Carbonite announced a definitive agreement to acquire secure backup solution Mozy from Dell for $145.8 million in cash (ZDNet). VMWare's acquisition of CloudCoreo is seen as the company's latest push into the cloud security market (TechTarget). Oracle has acquired anti-bot shop Zenedge for an undisclosed amount (Register).
Threat-hunting shop Infocyte announced both a $5.2 million Series B round and a new CEO, Curtis Hutcheson (Infocyte). Blueliv, the Barcelona-based cyberthreat intelligence shop, has raised €4m in Series A funding (FINSMES). "Passwordless" authentication provider InBay Technologies, based in Ottawa, announced that it has raised $1 million in its second tranche of pre-Series A funding (InBay). Bot-fighting shop Stealth Security has raised $8 million in Series A funding. The round was led by Shasta Ventures (BusinessWire).

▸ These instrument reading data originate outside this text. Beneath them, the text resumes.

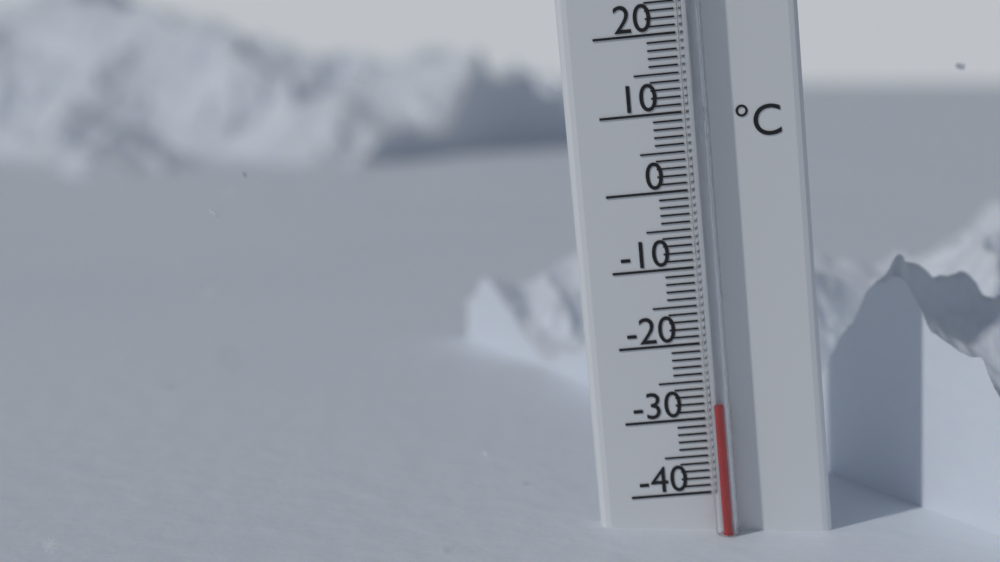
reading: -28 °C
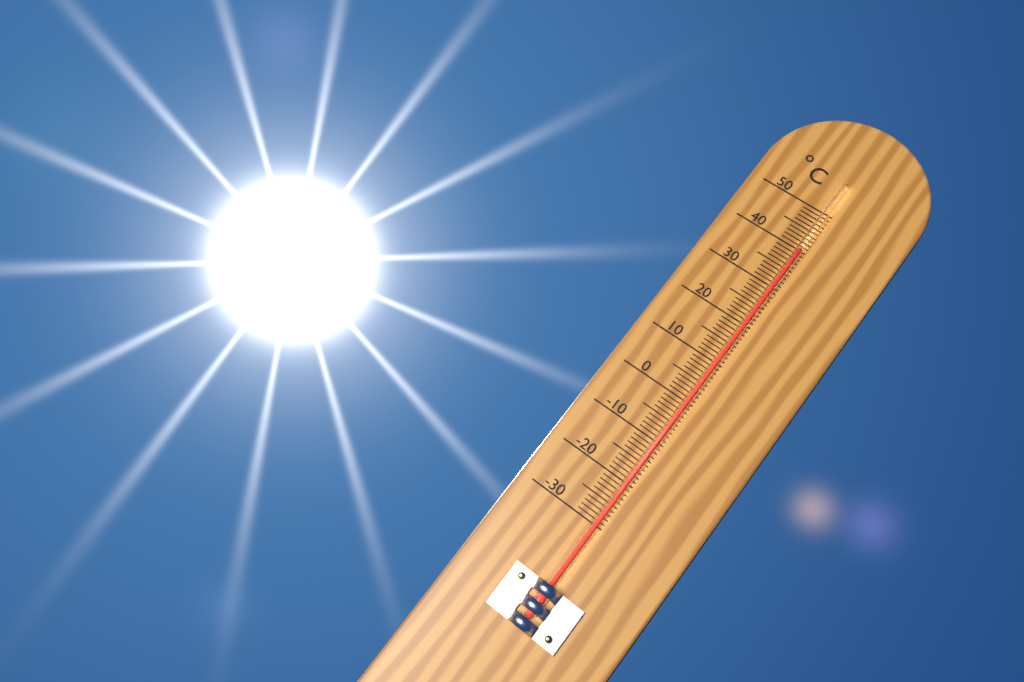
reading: 40 °C
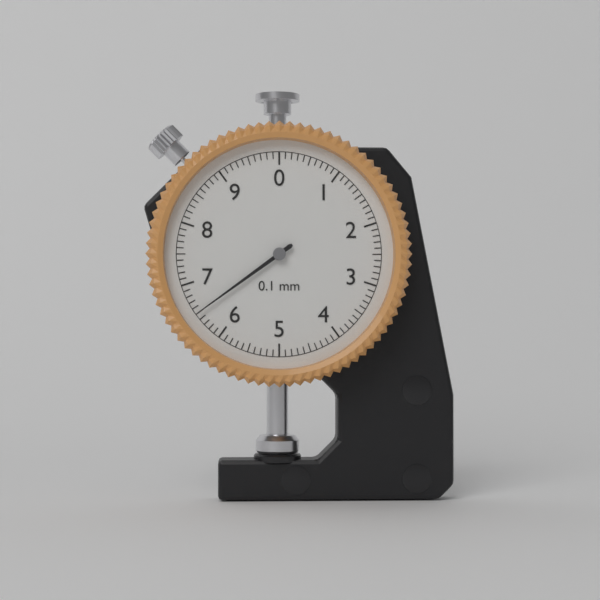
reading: 6.5 mm
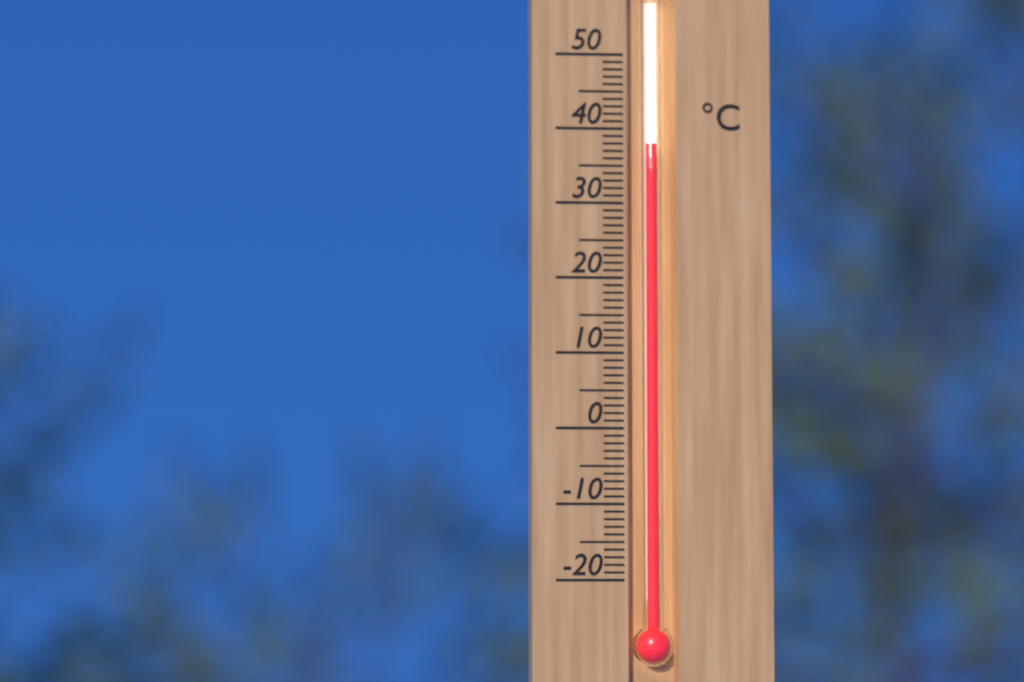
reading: 38 °C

FireEye's encouraging report of a quarterly profit has attracted much positive attention. Seeking Alpha writes that it shows the company's "turnaround" has legs. Cheerful sentiment the results aroused prompts speculation that the company will be an attractive acquisition target, with Microsoft often mentioned as the likeliest suitor (Investor Place).
Raytheon is repositioning its Forcepoint unit for greater growth by combining its government and critical infrastructure protection units (Motley Fool).
Container security shop Deepfence has emerged from stealth (eWEEK).
Equifax has hired a new CISO, Jamil Farshchi, formerly of Home Depot (Dark Reading). He'll be tasked with overseeing the ongoing mop-up of last year's disastrous data breach, including this week's revelations that more information was in fact lost than had been generally appreciated (Computing).
Kaspersky is challenging its ban from US Government networks as, according to the company's counsel from Baker McKenzie, "judicial punishment" (National Law Journal). Huawei continues to receive stick from the US Government: Intelligence Community leaders warned against buying the Chinese company's phones (CNBC).